Monday, July 5, 2021

Somali singing... an art that describes human life, thoughts and hopes


 The history of Somali singing began as a vocal art associated with work songs. These songs varied, according to the roles that man plays in his daily life, from the work of watering the flocks performed by men, to the grinding of grain and the work of counting for women, with a great influence of the Sufi schools, and their poems in praise of the Prophet, his family, companions and guardians. These songs are also associated with the seasons of fertility and drought, desertion and travel, plowing and harvesting, describing human life on Somali land, and his beliefs, thoughts, feelings, hopes and fears, in a form that has hardly changed for centuries.


However, the literary status of singing emerged, stemming from Somali poetry, to be a new poetic art in its own right, added to a series of literary arts that branched off from each other, after each of them took its final form, and found creators who specialize in it and are loyal to it, so that the abundance of production led to transform it into a literary art of its own.


The location of the song in Somali literature.


Literature in the Somali language is called "Sugan" and includes both prose and verse. The prose is divided into story, wisdom, sermon and blink, and modern arts, such as articles and theater, joined it after the Western presence in the country, starting in the nineteenth century. As for the systems, they are divided according to seniority into the “jpi” systems, the “tanto” and “girard” systems, the “branbar” systems for women, the “sherb” systems, the “guru” systems, and the “helo” systems from which the “has” systems, i.e. poems, emerged The singer.


The sung poems were distinguished by their easy language and short syllables, and researchers point out that despite the modernity of the art as a literary art in its own right, it is a continuation of the use of the old word in the Somali language “hes” or “hista”, which is directly related to the ancient Egyptian terms “hist”. And the Arabic “Hazzej”, as an extension of work chants, camel shoes and livestock watering.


### What you need to do
From the line containing "The image size is (982, 575)." down to the last line of the entries, print each line exactly and leave the pictures out.

### Source data
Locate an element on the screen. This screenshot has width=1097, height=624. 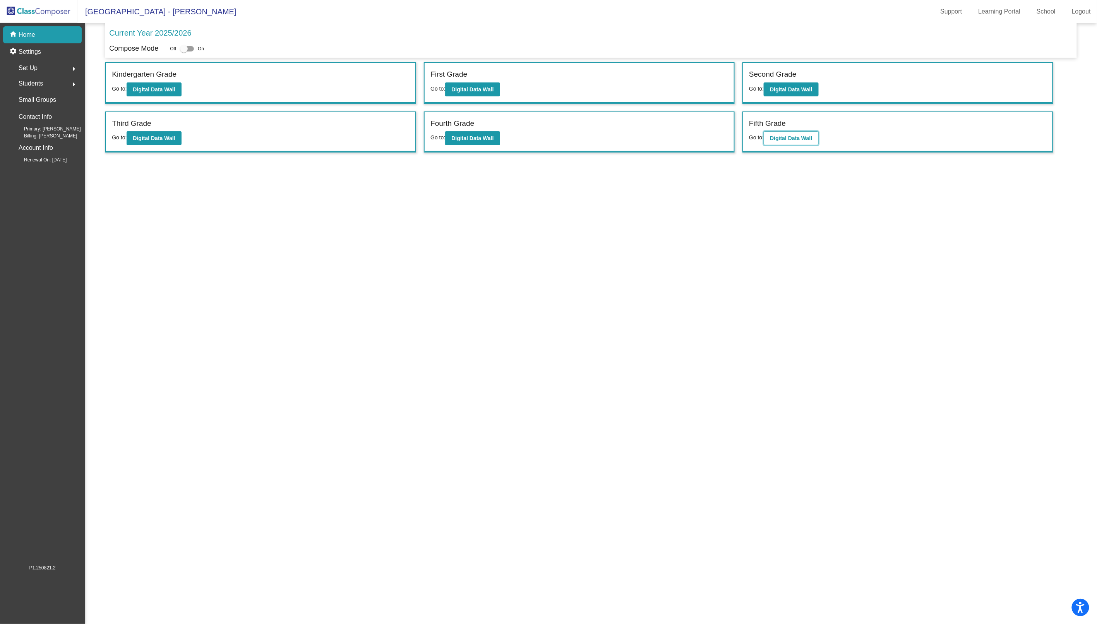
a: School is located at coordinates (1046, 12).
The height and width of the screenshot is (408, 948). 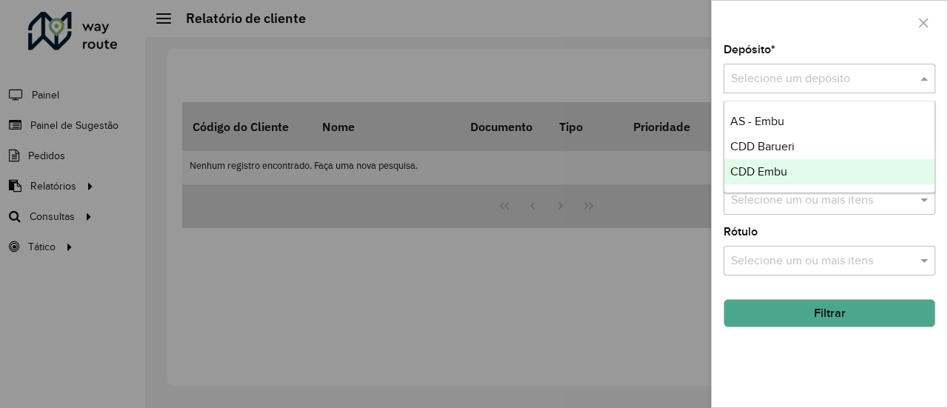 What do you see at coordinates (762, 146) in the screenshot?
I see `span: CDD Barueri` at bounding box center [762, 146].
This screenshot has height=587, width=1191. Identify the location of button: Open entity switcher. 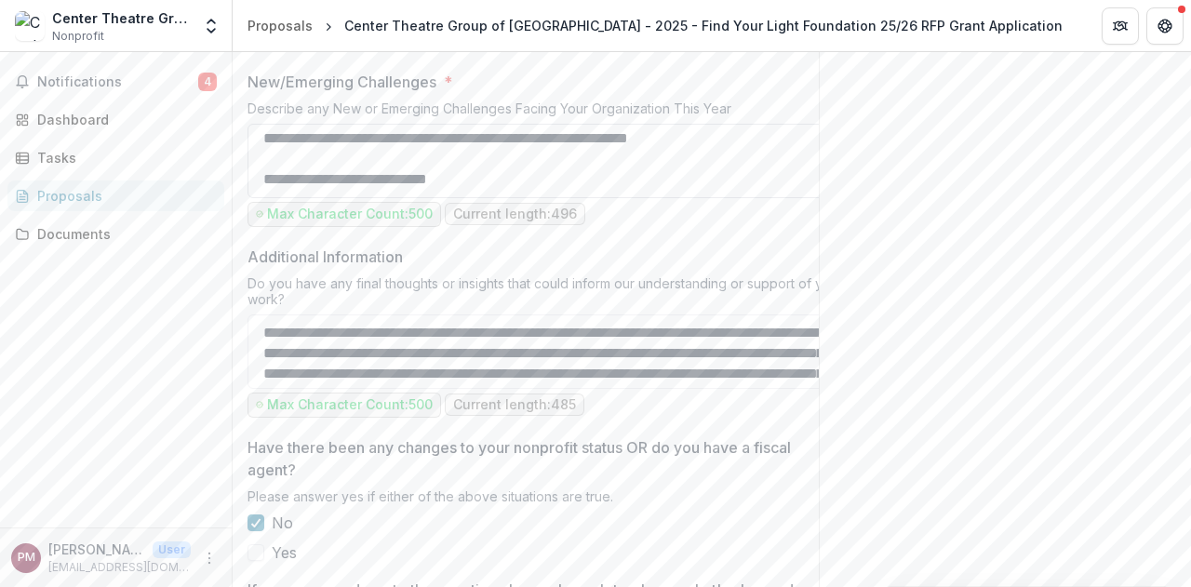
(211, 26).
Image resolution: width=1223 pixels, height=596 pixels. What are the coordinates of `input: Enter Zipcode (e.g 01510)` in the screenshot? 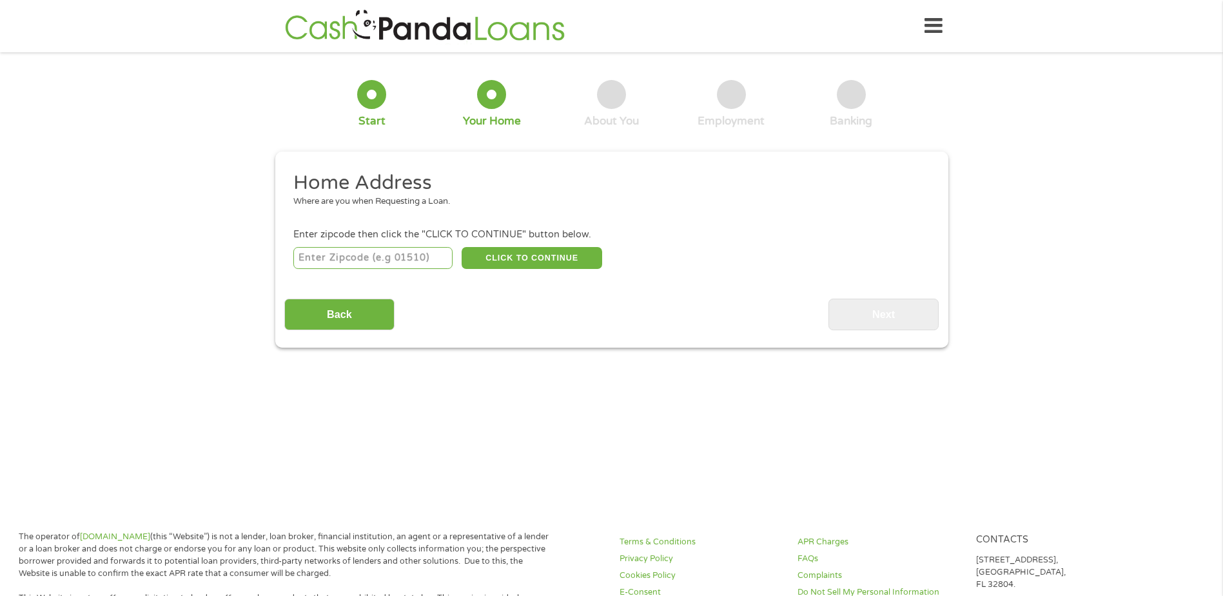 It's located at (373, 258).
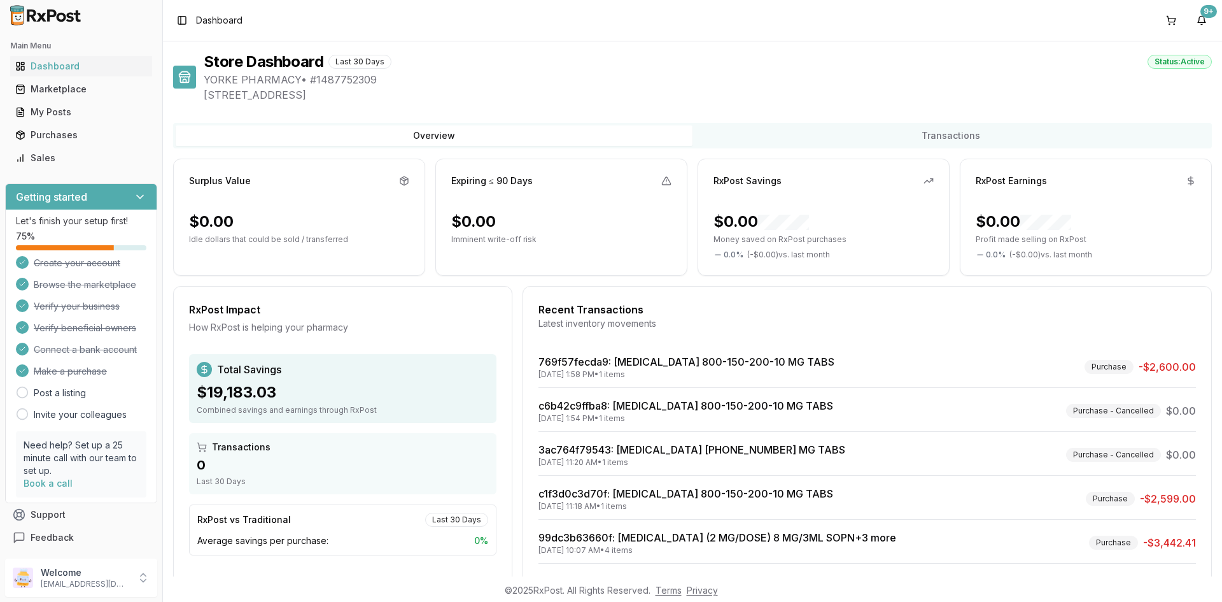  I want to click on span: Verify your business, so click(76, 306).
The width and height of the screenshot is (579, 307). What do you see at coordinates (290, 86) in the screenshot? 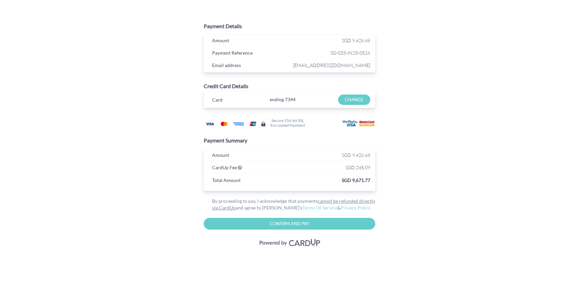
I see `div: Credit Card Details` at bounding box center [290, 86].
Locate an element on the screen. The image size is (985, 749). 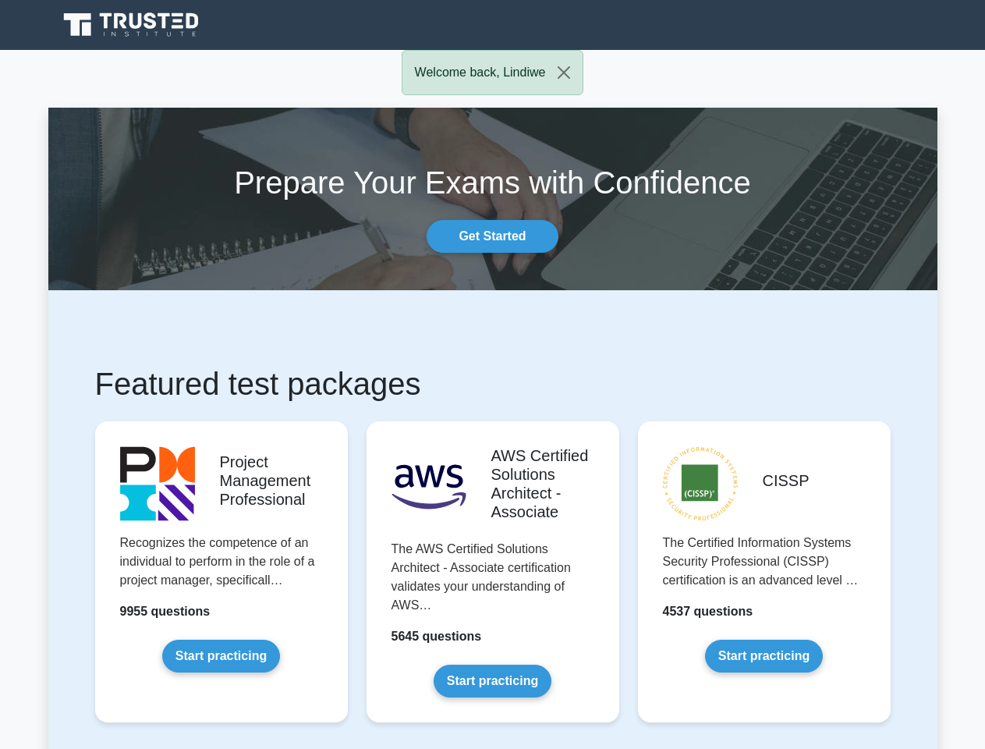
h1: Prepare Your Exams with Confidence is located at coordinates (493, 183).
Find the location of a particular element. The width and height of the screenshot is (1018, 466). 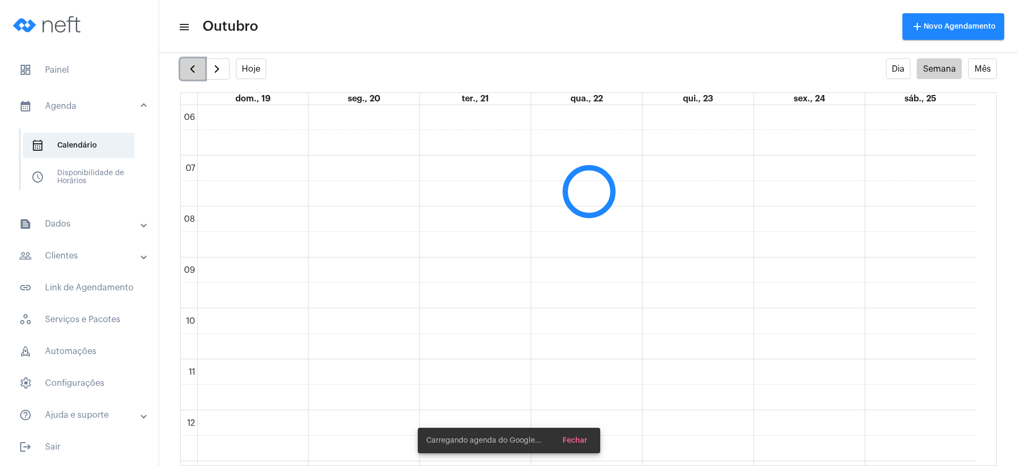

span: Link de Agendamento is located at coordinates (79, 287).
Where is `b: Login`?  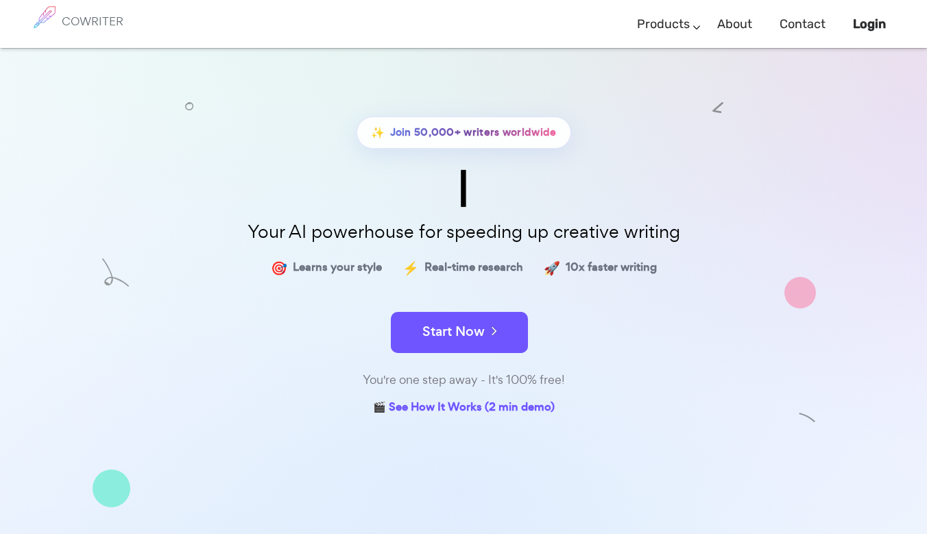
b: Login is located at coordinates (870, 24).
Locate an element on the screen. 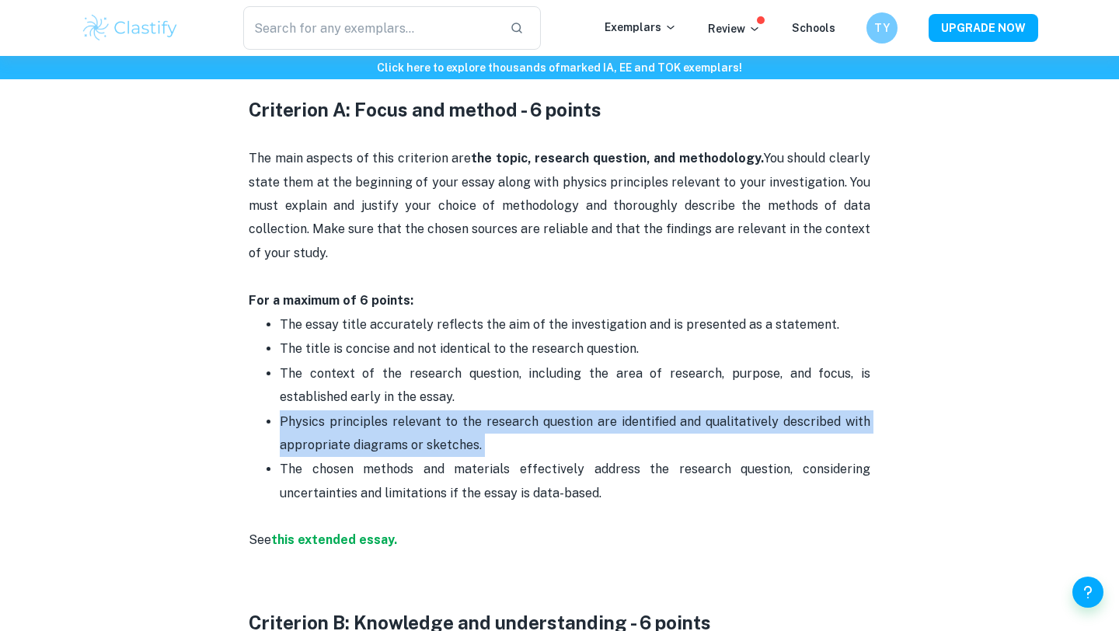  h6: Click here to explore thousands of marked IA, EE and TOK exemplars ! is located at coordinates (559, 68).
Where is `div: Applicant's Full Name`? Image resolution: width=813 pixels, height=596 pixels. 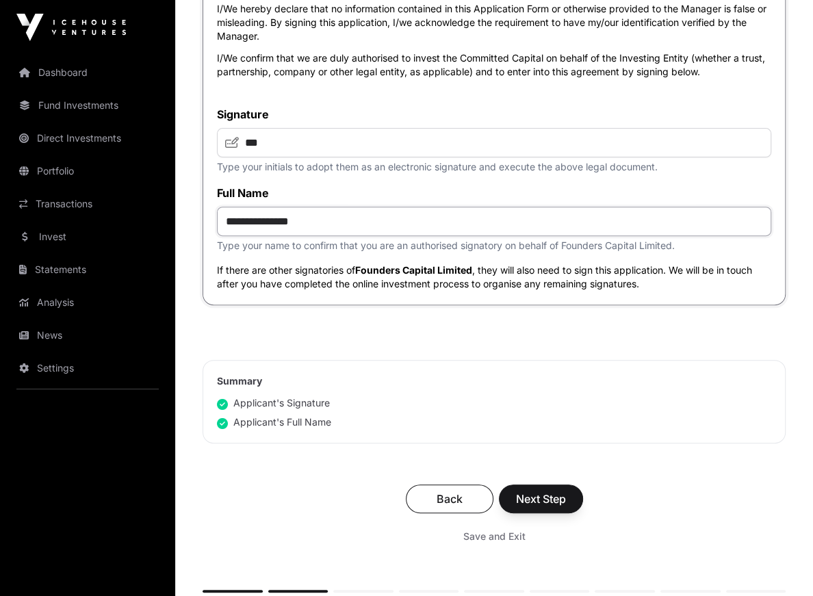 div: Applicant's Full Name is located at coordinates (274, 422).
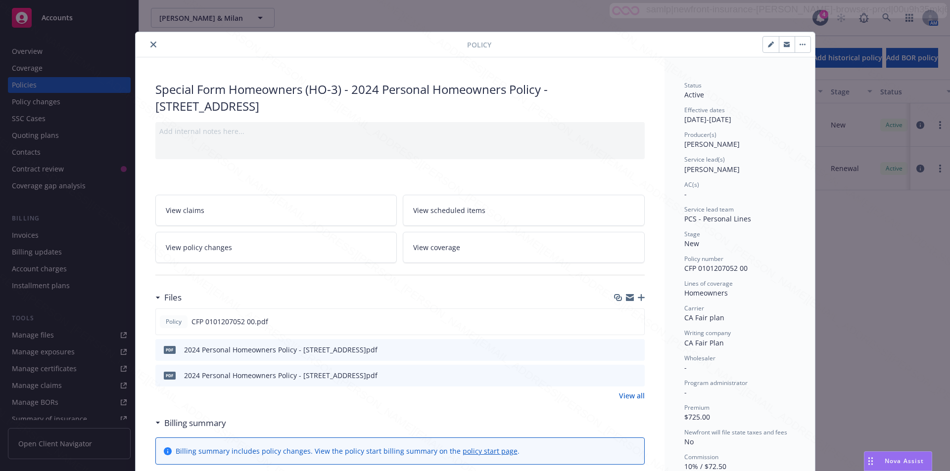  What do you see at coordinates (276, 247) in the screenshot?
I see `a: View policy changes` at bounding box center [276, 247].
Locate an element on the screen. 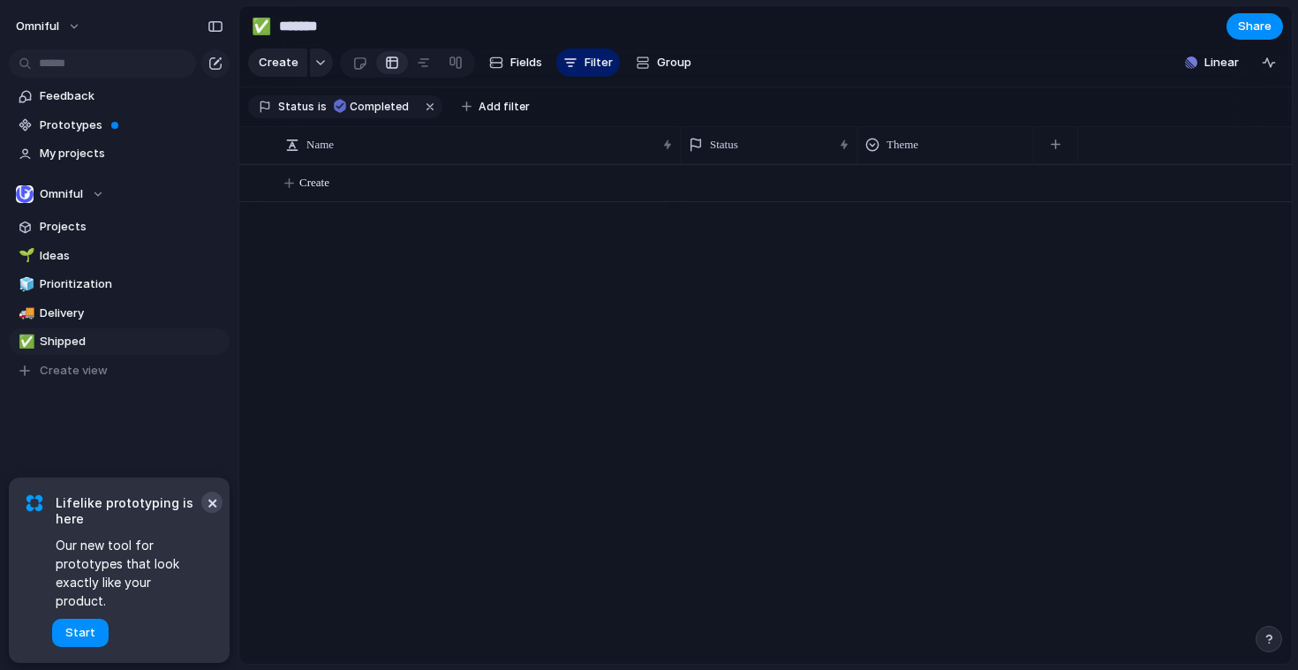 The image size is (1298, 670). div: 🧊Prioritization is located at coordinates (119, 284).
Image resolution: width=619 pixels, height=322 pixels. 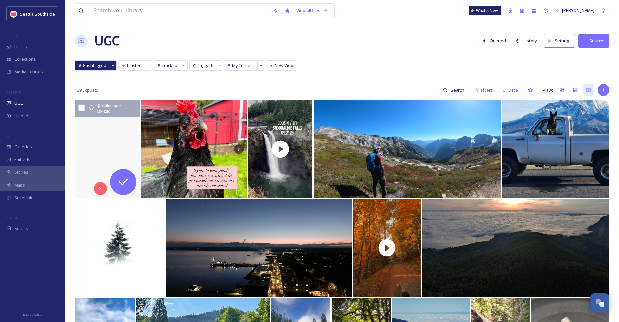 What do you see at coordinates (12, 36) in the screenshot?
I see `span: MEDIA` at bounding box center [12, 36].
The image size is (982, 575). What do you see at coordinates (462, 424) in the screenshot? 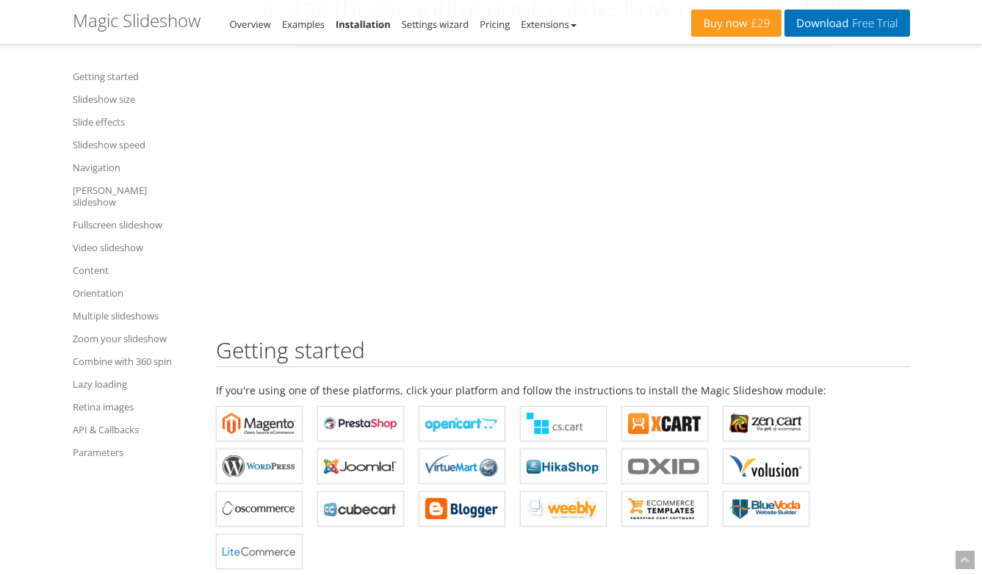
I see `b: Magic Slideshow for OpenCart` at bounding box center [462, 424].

### Solution to this exercise
The image size is (982, 575). What do you see at coordinates (462, 424) in the screenshot? 
I see `b: Magic Slideshow for OpenCart` at bounding box center [462, 424].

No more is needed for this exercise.